I have a situation where I have many lines that I am plotting in pyplot.
They are grouped by color, and within each color, I plot according to plot style--so the circles, dashes, etc.
My plot styling is:
plt.plot(x,y1,'b')
plt.plot(x,y2,'bs')
plt.plot(x,y3,'b--')
And then I repeat for various colors. However, I am running into trouble with orange. When I plot with orange, I get an error because pyplot wants to plot with circles instead of the color orange! Here is an example:
plt.plot(x,z1,'o')
plt.plot(x,z2,'os')
plt.plot(x,z3,'o--')
This fails because 'os'
is being parsed as two formatting instructions, rather than a color and the format: squares.
How do I work around this in order to plot the orange lines?
The usual way to set the line color in matplotlib is to specify it in the plot command. This can either be done by a string after the data, e.g. "r-" for a red line, or by explicitely stating the color argument.
All of the line properties can be controlled by keyword arguments. For example, you can set the color, marker, linestyle, and markercolor with: plot(x, y, color='green', linestyle='dashed', marker='o', markerfacecolor='blue', markersize=12).
Matplotlib recognizes the following formats to specify a color. RGB or RGBA (red, green, blue, alpha) tuple of float values in a closed interval [0, 1]. Case-insensitive hex RGB or RGBA string. Case-insensitive RGB or RGBA string equivalent hex shorthand of duplicated characters.
# In Python, colors can just be stored as 3-Tuples of (Red, Green, Blue). red = (255,0,0) green = (0,255,0) blue = (0,0,255) # Many libraries work with these. # You can also, of course, define your own functions to work with them.
That is because the character 'o'
is not a pre-defined single-letter color code.

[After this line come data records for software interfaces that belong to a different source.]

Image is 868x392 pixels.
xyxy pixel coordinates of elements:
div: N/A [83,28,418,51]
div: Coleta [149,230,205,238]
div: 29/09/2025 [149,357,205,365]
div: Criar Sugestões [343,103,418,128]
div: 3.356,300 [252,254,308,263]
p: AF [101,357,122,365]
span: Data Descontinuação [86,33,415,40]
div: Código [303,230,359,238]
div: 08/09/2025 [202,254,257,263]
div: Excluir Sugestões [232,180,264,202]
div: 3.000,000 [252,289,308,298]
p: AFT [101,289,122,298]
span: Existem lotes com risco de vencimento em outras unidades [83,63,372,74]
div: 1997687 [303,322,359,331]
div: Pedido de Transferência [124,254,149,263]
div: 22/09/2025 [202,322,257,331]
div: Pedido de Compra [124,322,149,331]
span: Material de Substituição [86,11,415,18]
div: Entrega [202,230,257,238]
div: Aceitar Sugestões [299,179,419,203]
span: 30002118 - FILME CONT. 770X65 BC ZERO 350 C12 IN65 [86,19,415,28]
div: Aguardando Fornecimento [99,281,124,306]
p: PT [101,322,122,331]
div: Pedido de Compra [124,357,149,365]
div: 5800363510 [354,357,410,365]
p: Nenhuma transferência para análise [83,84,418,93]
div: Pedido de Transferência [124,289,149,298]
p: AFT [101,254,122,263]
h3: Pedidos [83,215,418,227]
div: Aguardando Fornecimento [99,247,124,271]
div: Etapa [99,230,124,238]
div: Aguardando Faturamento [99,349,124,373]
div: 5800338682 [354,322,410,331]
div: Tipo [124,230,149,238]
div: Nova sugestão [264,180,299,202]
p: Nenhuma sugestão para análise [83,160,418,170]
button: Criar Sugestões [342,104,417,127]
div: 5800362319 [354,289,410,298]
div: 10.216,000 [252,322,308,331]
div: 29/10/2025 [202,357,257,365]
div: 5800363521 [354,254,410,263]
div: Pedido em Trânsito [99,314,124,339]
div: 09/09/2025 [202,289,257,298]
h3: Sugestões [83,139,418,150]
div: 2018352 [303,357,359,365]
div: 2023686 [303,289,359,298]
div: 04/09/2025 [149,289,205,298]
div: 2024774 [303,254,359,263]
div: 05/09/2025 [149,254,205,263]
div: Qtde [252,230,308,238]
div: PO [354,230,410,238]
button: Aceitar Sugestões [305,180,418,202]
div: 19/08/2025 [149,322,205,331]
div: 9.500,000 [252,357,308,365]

You will instead need to use either the RGB value or the string 'orange'
as your color specification.
plt.plot(x, z3, '--', color='orange') % String colorspec
plt.plot(x, z3, '--', color='#FFA500') % Hex colorspec
plt.plot(x, z3, '--', color=[1.0, 0.5, 0.25]) % RGB colorspec
"o"
is not one of the available color codes.
An alternative to plt.plot(x,z3,'o--')
is, for example,
plt.plot(x, z3, '--', color="orange")
Use HTML colour codes to specify the colour of your plot. Something along the lines of ->
plt.plot(x,y,'o',color='#F39C12')
This plots x,y with orange circles. orange circles look pretty with sinusiods
Edit: You can nitpick your color at http://htmlcolorcodes.com/
If you love us? You can donate to us via Paypal or buy me a coffee so we can maintain and grow! Thank you!